Cover design: Joel W. Coggins
ISBN-13: 978-0-8229-8725-3 (electronic)
INTRODUCTION
From the second half of the 1940s, when postwar reconstruction began in Italy, there were essentially three driving forces of environmental change. The first was apparent in the uncontrollable process of urban sprawl, fueled by considerable migratory flows from the countryside and southern regions toward the cities where large-scale productive activities were beginning to amass. The main consequence of demographic growth was an urban expansion modelfollowing an explosion in building favored by a cartel of interests that united builders, real estate professionals, landowners, and the investment bankscharacterized by the overseeing of scheduled settlements, by an infrastructural system tilted toward road networks, and by the lack of public services (e.g., greenspaces, public facilities). This model was repeated in all the cities that were spreading like wildfire, creating new urban areas built in a disorderly manner on portions of land set among industrial premises and inhabited chiefly by factory workers and their families.
The second driving force of environmental change was unruly industrial development, which was tolerated since it was seen as the necessary tribute to be paid to progress and modernization.
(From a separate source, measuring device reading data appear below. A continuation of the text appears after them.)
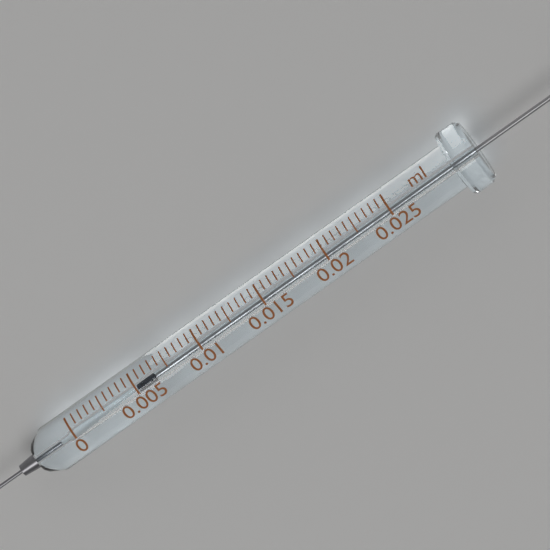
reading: 0.0050 ml
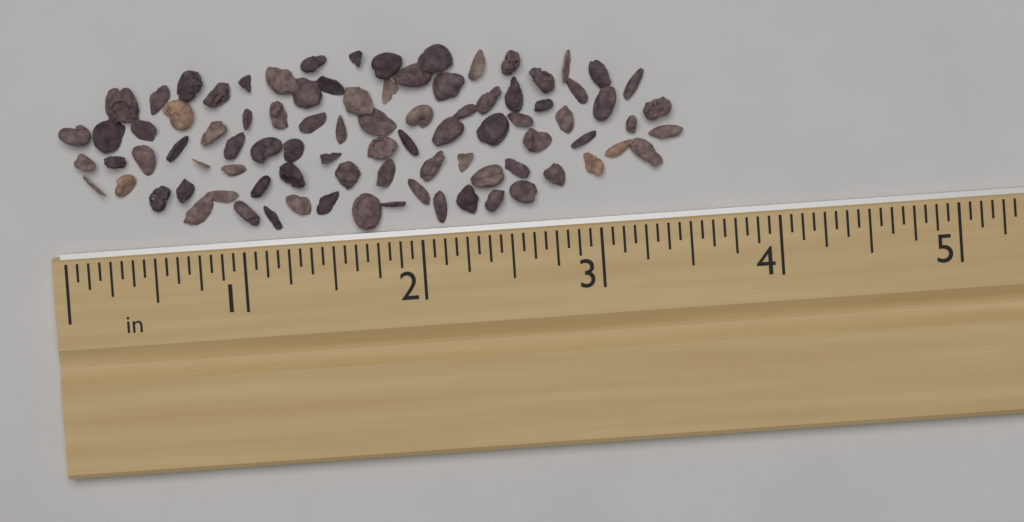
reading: 3.5000 in
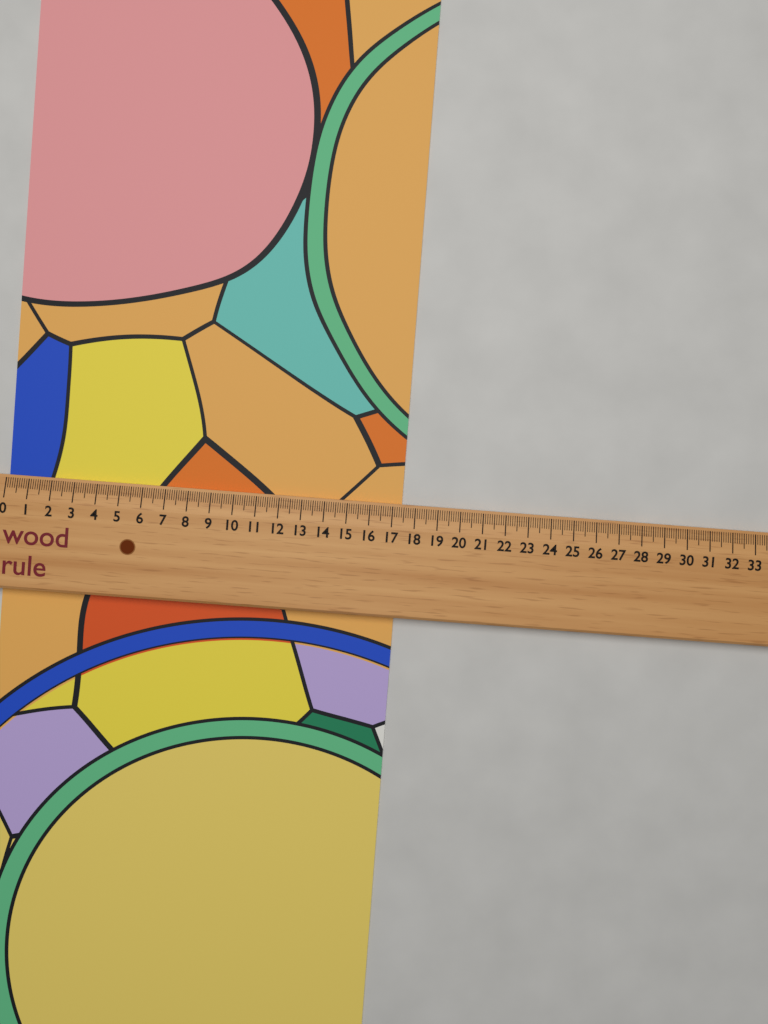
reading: 17.4 (no unit)
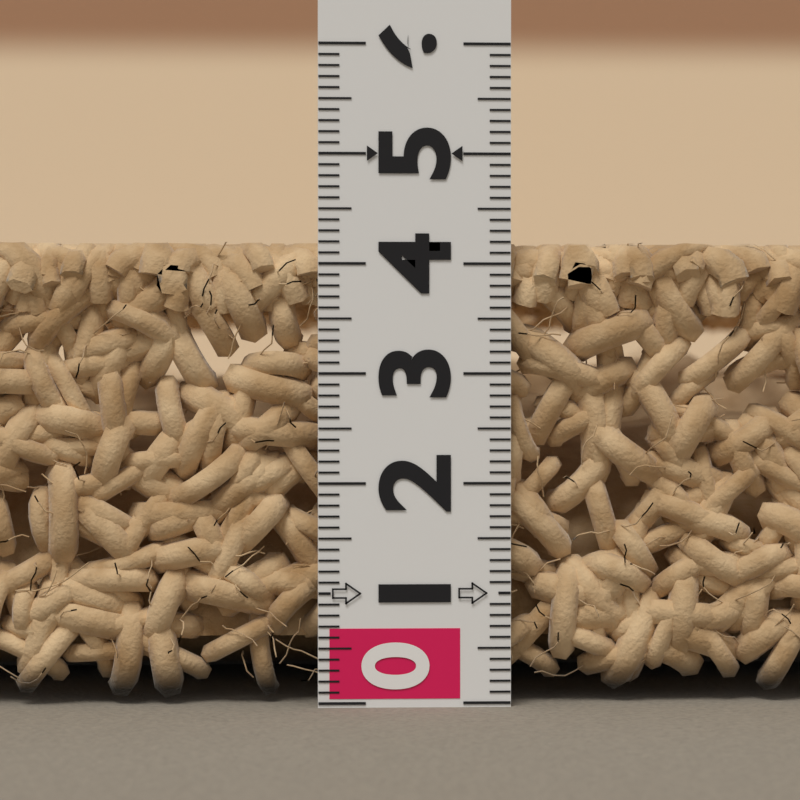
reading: 4.2 (no unit)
The paradigm of modernization was understood as the path of exit from the rural condition, experienced as a condition of material scarcity in a static, restricted and introverted social and cultural context.
The second half of the 1960s saw the first manifestations of a third powerful driving force of environmental change: mass consumption. Failure to perceive that individual use of the environment generates a collective damage lay at the heart of the proliferation of the most common styles of consumption, such as the use of motor vehicles (which emit harmful substances that contribute to pollution of urban air and are partially responsible for the greenhouse effect) and the purchase of prepackaged goods (which contribute to the exponential increase in solid waste, whose disposal may generate metabolites dangerous to human health, such as dioxins). quickly prepared meals at limited costs), and also plastic materials, which made it possible to produce objects that rapidly became widely used.
As Jared Diamond has efficiently shown, the history of humanity offers numerous examples of environmental crises caused by collective behaviors and lifestyles of societies that were unable to measure the impact of their actions on the environment. On a par with the Danes in Greenland and the inhabitants of Easter Island, the postwar society repressed the environmental damage it was causing because it evidently saw the advantages produced by the development model as being far greater than the disadvantage of living in an ecosystem deeply modified by anthropic activities responsible for a growing environmental deterioration. Working in the factory, traveling by car, buying in supermarkets, living in newly built housing outside the old town centers, taking part in the rituals of consumer society (e.g., Saturday afternoon shopping, weekend trips, summer holidays at the seaside or in the mountains) were activities with a higher social value in comparison to the possibility of living in a more salubrious and less degraded ecosystem.